Thanks to a $2 million grant from the Sloan Foundation, "Digitizing American Imprints at the Library of Congress" will begin the task of digitizing these rare materials -- including Civil War and genealogical documents, technical and artistic works concerning photography, scores of books, and the 850 titles written, printed, edited, or published by Benjamin Franklin.

According to Brewster Kahle of the Internet Archive, which developed the digitizing technology, open source software will play an "absolutely critical" role in getting the job done...
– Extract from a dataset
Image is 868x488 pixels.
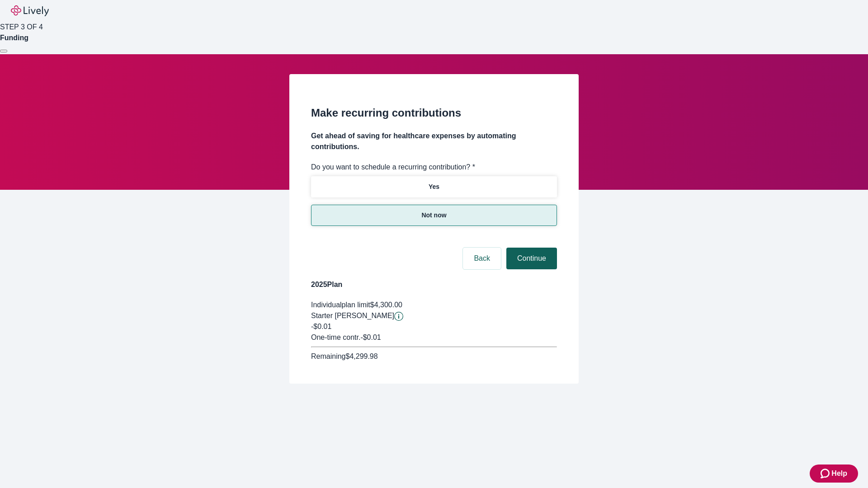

Image processing for an average book takes about 10 hours on the cluster [of Linux computers], and while the project still uses proprietary optical character recognition (OCR) software, Kahle says that many open source applications come into play...and the software performs "a lot of image manipulation, cropping, de-skewing, correcting color to normalize it -- [it] does compression, optical character recognition, and packaging into a searchable, downloadable PDF; searchable, downloadable DjVu files; and an on-screen representation we call the Flip Book."...

A good number of the historic materials in question are old, fragile, and in such rough shape that placing them in Scribe's cradle, or even attempting to read them, could irreparably damage them.

[Dr. Jeremy E. A. Adamson, the library's director for collections and services] says that some of the books, for example, have pages "that have become brittle with age"; while Adamson says these materials are in a broad range of conditions that limit their physical handling, he uses the general term "brittle books" to describe it. No list of such brittle materials at the Library of Congress has been made, but Adamson says that "they comprise a percentage of virtually every collection."

Adamson says the project's objectives include the development of a more formal classification and description of these "brittle" materials, and to "establish digitization workflows based on that classification of condition."